Posted by on August 22, 2010

It is surprising how two little words can play with your life,
Like frozen butter being teased by a serrated knife,
They hang on at the tip of a person’s tongue,
And then vanish like the tune of a paean unsung.

The word everyone wants to hear, is a definite yes,
But unfortunately, life is more complicated than chess,
Thus choice is something we confer, merely for show,
Because the word we can least bear, is a crushing no.

We must have asked each other this, a million times,
Within the confines of our own mind, like silent chimes,
And we look into each other’s eyes, guessing what the other would say,
But whatever the word, it always had to wait for some other day.

Times when we were happy, it was the last thing on mind,
Times when we were sad, it was too awkward to remind,
And so we would shrug it off, as something for tomorrow,
Naively believing, that there is a holiday for sorrow.

Reminds you of the nights, when I held your sobbing head,
While you haltingly pondered, which way things would head,
You tried unsuccessfully to hold back every tear, to prevent me from wiping,
While I tried, in vain, to hold back the world, to prevent you from weeping.

With cloudy eyes, and a cloudier mind, you tell me,
Tonight is the beginning, of a future we both want to see,
And that tonight if I asked you, you couldn’t say no,
That you were willing to leave everything and just go.

But tonight is a time I would never ask you,
Although that’s something you never knew,
And I know this adamance will take you by surprise,
But I promise, to only ask you, when you really have a choice.

Obviously for a Beacon. Two words, but two worlds apart. It’s like St. Peter refereeing between two doors, and Morpheus behind you saying “I can only show you the door, you’re the one that has to walk through it”. This one is inspired by, and dedicated to the serial Remington Steele. Very rare;y do you come across something that can change your outlook to mundane and important things in life, in such a significant manner, as this serial did. In fact, two of the lines from the poem are actually paraphrased dialogues from one of the episodes. That is how deep an impact it made on my life.

So deep an impact that the next one, ‘Think’ my 200th poem on this blog, is also from the serial.

They are one of the smallest frequently used words in conversation, yes and no. But nevertheless in one circumstance, they are anything but trivial, the answer from a life partner. So how do we ingeniously devious beings counter the risk? By playing out an elaborate ritual, restaurants, movies, champagne, flowers, sweet nothings, joyrides, the works. And after all that is through, a visit to the jeweller, and a patient wait before going for the kill. You see, the timing has to be perfect, so we wait like a tiger waiting for the unsuspecting deer to lower its guard.

But you see, the small catch is, there is no unsuspecting deer, you should probably strike it and change it to ‘expectant deer’. There is only a deer playing along through the entire charade, with a one-word speaking part. The catch is, the deer might decide to improvise, then you are really screwed. Because, all of your preparations, all of your routines, prepared you for the yes, so much so, that the no was merely an insignificant statistical possibility. But what happens when the tables are turned, and the yes becomes an insignificant statistical possibility? Are you prepared enough for the day when the deer stalks the tiger, and you have nowhere to hide?

The thing is, we want something so badly, that we want to believe the other person wants it as much, and so try to rub it off onto them, at times and circumstances when they are cornered into agreeing. I mean, if somebody spent a zillion bucks to make you feel like royalty, and then in return asked you a simple thing like ‘go walk into this cage for me’, it would feel downright awkward to say anything but yes, irrespective of the consequences. But, true love lies in choice, and that sometimes means abiding by and respecting the other person’s choice, however conflicting and detrimental it may be to our own choice. If you really love someone, then why should you not give them a fair chance at exercising their choice, unless of course you fear that their rational-minded choice may not be something palatable to you. Sometimes it sounds like a politician who has done months of canvassing, and then on D-Day hires a limo to drop the voter and a valet to hold an umbrella over the voter’s head until he finishes voting. For some weird reason, that smells of rank insecurity, but then maybe, love today, is really that.

What the voter fails to sometimes comprehend is, what happens after the vote is cast? Will the valet and limo still be in service for them? The answer to that, is what guides the real freedom of choice.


**Exercise description**
Copy out each line from the material where the word "Wool" is found.

**Data excerpts**

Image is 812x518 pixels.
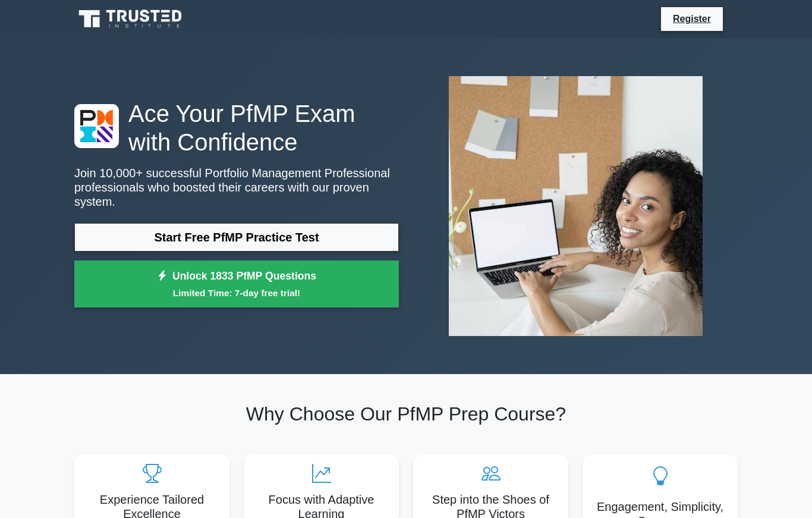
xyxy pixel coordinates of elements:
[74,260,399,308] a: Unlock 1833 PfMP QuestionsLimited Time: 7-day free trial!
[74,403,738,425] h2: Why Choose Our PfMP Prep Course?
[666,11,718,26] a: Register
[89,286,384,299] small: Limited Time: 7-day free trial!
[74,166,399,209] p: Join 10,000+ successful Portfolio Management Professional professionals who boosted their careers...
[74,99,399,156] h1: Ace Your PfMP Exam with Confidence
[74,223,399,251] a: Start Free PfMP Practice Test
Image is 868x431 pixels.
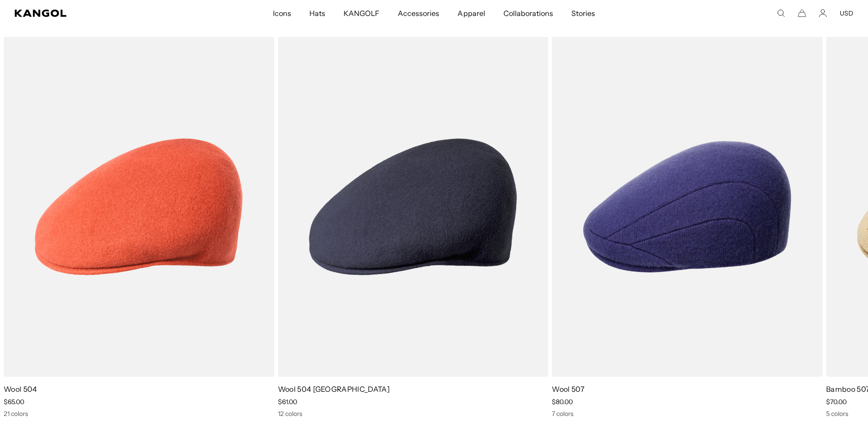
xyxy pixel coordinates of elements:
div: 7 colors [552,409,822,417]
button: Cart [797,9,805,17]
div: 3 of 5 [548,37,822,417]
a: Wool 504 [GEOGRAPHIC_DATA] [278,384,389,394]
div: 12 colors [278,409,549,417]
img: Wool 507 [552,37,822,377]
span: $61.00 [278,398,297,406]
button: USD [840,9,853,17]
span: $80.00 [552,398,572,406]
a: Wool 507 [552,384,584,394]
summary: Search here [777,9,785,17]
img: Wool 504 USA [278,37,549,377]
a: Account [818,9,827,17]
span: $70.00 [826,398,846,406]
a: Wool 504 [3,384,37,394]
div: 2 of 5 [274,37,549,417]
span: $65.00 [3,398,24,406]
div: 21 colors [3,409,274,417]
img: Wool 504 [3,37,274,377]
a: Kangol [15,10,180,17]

**Output for this task**
a: Wool 504 [GEOGRAPHIC_DATA] [278,384,389,394]
img: Wool 507 [552,37,822,377]
a: Wool 507 [552,384,584,394]
img: Wool 504 USA [278,37,549,377]
a: Wool 504 [3,384,37,394]
img: Wool 504 [3,37,274,377]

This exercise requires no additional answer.